It was a shellacking. On Tuesday, during a primary vote in a deep-red American state that was expected to be dominated by Republican and independent voters, a referendum was on the ballot. The question asked Kansans to weigh in on access to abortion. Did they want the state’s robust constitutional protection of a women’s right to choose to stand, or for it to fall?
Sixty per cent of Kansans voted to protect abortion rights, a figure that dwarfed the 40% who wanted the constitution changed so the Republican-dominated state legislature could follow the lead of surrounding states and ban the procedure outright.
What happened? A doubling of voter turnout when compared to the 2018 primaries, in a country where voting is not compulsory. And while most of the increased turnout were Democrats, about one-fifth were Republicans who — like their independent and Democratic counterparts — weren’t just clustered in cities, but distributed across rural and regional areas of the state.
The victory would likely have been even more resounding had anti-choice forces defied their brand and played fair. By putting the question on the general ballot this November, rather than a primary in the dead of a hot summer expected to be dominated by Republicans and independents. By making the question shorter and sharper, and by framing the affirmative and negative more intuitively (if you wanted to keep the state’s constitutional protection of choice, you voted “no”). They could also have left out the disinformation texts sent the night before the poll, instructing pro-choice people to vote “yes”.
All of which bodes well for the ability of American women to use versions of the Kansas strategy to claw back the legal dignity and liberty they enjoyed under Roe v Wade. Not because there is a one-to-one match with the way reproductive choice battles will shake out in other states, but because there is not.
As Australians who have been forced to fight our reproductive battles state by state know, when local forces craft a placed-based campaign strategy based on their local knowledge and history — in Kansas, they harked back to the state’s formation as a free state founded by abolitionists, and longstanding libertarian objections to government intrusion in people’s lives — the odds of victory increase. This advantage then builds on the inherent one in any campaign for reproductive rights that is closer to the people — ballot initiatives v court judgment — because as Republicans have known since at least the 1990s, and recent polling continues to show, the numbers are on the pro-choice side.
The Kansas story is uplifting because it reminds us of two things. One is that American women aren’t going to accept being told by the Supreme Court or the Republican party that their rights aren’t worth a hill of beans. They are clever, resourceful and will continue to find tactically suitable ways to use their majorities to insist on respect for their dignity and win back their full rights as citizens.
The second is something that is bringing their Australian sisters — who protested in large numbers when Roe fell — comfort about our own rights. That while it takes longer to secure abortion rights jurisdiction by jurisdiction (more than two decades in our case) once achieved, these rights are hard to unpick. Majorities built through months of local grassroots campaigning are solid. Plus, the dirty way the anti-choice conduct themselves make any politician who has survived one law reform campaign extremely reluctant to embark on another.
Which means that while it might not seem that way now, the fall of Roe could turn out to be the best thing that’s ever happened to American women. Because it is clear from what has been achieved through the door-to-door campaigning and phone-banking efforts we saw in Kansas that they can’t be so easily threatened. And women are allowed to do what the procedure was always intended to help them achieve: control their bodies so they can get on with their lives.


What is needed: Please copy exactly the line that contains "What elements are" and every line after it through the end of the records, leaving the pictures out.

┏━━

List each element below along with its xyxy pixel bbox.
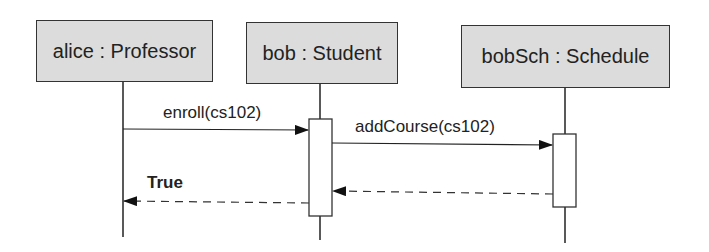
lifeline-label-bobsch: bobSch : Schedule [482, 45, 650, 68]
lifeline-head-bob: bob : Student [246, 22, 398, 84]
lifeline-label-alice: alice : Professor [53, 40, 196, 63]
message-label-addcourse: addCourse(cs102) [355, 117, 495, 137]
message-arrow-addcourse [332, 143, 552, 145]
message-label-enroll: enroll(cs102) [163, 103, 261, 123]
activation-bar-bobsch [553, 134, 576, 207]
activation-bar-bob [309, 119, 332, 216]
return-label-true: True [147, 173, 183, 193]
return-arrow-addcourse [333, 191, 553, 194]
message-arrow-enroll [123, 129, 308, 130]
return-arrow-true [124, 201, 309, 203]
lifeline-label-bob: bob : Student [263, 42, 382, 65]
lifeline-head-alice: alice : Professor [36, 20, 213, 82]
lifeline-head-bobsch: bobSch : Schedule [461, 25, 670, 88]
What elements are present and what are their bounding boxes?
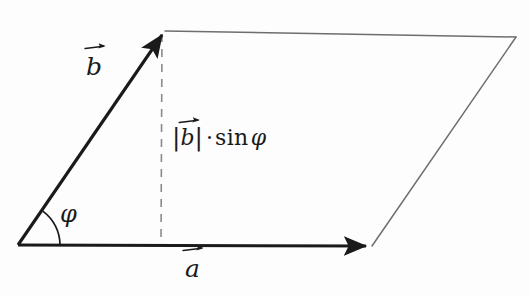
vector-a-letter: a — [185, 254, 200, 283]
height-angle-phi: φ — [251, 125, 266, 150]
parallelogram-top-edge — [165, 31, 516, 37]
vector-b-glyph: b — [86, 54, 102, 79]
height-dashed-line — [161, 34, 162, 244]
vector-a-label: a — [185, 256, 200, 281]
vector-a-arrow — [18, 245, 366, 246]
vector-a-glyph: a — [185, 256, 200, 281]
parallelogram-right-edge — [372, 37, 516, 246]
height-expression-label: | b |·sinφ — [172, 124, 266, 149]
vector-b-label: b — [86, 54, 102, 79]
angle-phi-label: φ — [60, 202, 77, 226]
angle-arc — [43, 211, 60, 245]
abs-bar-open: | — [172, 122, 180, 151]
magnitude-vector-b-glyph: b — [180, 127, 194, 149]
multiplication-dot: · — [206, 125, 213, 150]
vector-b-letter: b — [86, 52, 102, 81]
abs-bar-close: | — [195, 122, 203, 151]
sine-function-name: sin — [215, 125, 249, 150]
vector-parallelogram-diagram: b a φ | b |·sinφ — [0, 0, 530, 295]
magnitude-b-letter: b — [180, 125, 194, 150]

┗━━

Written solution:
What elements are present and what are their bounding boxes?
vector-a-letter: a — [185, 254, 200, 283]
height-angle-phi: φ — [251, 125, 266, 150]
parallelogram-top-edge — [165, 31, 516, 37]
vector-b-glyph: b — [86, 54, 102, 79]
height-dashed-line — [161, 34, 162, 244]
vector-a-label: a — [185, 256, 200, 281]
vector-a-arrow — [18, 245, 366, 246]
vector-a-glyph: a — [185, 256, 200, 281]
parallelogram-right-edge — [372, 37, 516, 246]
height-expression-label: | b |·sinφ — [172, 124, 266, 149]
vector-b-label: b — [86, 54, 102, 79]
angle-phi-label: φ — [60, 202, 77, 226]
angle-arc — [43, 211, 60, 245]
abs-bar-open: | — [172, 122, 180, 151]
magnitude-vector-b-glyph: b — [180, 127, 194, 149]
multiplication-dot: · — [206, 125, 213, 150]
vector-b-letter: b — [86, 52, 102, 81]
abs-bar-close: | — [195, 122, 203, 151]
sine-function-name: sin — [215, 125, 249, 150]
vector-parallelogram-diagram: b a φ | b |·sinφ — [0, 0, 530, 295]
magnitude-b-letter: b — [180, 125, 194, 150]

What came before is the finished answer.